The education of the people is at least of equal importance to any social question with which a government has the right to deal. In the earlier days of the Colony the provincial governments gave enthusiastic attention to the subject, and on their abolition, the general government followed in their footsteps with equal zeal and liberality. In a paper by Sir Robert Stout, recently published by the Statistical Society of Great Britain, that gentleman gave the following brief but comprehensive description of the educational system of New Zealand.

"All primary schools are free, and in them a sound English and commercial education can be obtained. Education is secular and compulsory, and the cost to the State for the year ending the 31st of March, 1892, was for public schools., £340,463; for native schools, £14,218; industrial schools, £9,856; deaf mutes, £3149; and the cost of general administration was £2,040. The number of pupils of all ages on the school rolls was, at the end of 1891, 119,523."

At the end of 1892 the number just quoted had risen to 122,620. Included in this number were 1,433 Maori (and half-caste Maori) children who attended the ordinary schools. There were besides 2,133 pupils at schools devoted to the exclusive use of native children.

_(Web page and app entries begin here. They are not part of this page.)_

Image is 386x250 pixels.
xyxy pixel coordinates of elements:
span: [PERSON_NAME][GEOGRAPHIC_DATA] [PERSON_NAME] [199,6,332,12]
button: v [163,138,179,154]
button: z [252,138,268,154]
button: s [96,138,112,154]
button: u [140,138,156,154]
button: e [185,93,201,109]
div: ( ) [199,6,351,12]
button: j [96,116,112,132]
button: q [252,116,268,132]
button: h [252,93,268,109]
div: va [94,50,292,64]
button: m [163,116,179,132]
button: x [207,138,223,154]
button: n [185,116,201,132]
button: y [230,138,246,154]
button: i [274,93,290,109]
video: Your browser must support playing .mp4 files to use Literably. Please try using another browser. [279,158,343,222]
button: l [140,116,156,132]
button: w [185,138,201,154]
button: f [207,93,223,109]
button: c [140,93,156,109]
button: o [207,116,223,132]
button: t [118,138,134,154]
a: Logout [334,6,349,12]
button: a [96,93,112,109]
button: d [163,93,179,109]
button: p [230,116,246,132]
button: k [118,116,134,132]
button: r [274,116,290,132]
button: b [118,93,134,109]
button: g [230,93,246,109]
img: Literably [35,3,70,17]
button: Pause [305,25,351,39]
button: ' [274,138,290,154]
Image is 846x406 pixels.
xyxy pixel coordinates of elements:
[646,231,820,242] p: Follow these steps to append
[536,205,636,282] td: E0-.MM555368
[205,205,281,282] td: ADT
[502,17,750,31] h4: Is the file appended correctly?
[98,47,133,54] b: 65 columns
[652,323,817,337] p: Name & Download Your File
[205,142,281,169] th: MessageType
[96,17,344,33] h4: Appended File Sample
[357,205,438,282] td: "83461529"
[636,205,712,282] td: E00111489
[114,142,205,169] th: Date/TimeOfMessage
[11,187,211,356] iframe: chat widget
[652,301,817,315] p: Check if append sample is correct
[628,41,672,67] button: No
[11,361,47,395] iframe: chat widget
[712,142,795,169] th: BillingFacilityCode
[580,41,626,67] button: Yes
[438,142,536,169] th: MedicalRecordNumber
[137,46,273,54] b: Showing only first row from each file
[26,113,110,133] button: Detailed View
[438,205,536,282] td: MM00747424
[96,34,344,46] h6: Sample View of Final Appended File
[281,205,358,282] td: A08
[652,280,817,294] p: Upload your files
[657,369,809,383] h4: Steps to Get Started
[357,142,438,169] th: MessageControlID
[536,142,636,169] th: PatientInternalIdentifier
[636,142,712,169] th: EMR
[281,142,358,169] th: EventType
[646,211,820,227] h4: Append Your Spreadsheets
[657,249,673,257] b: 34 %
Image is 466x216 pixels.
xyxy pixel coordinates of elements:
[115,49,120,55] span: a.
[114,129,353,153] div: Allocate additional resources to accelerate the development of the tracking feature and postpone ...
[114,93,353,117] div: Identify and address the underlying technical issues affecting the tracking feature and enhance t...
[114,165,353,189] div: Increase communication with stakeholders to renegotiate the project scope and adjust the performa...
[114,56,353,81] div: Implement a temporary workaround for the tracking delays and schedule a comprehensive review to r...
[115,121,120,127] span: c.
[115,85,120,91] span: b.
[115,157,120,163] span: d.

Technical education is being introduced. There are also 24 secondary schools, most of them under the inspection of the State, but three or four of them are under the management of ecclesiastical bodies. The tests of the work of secondary schools are the matriculation and scholarship examinations of the University. The New Zealand University is an examining institution. Three Teaching Colleges are affiliated to it, all of which have received substantial Government aid.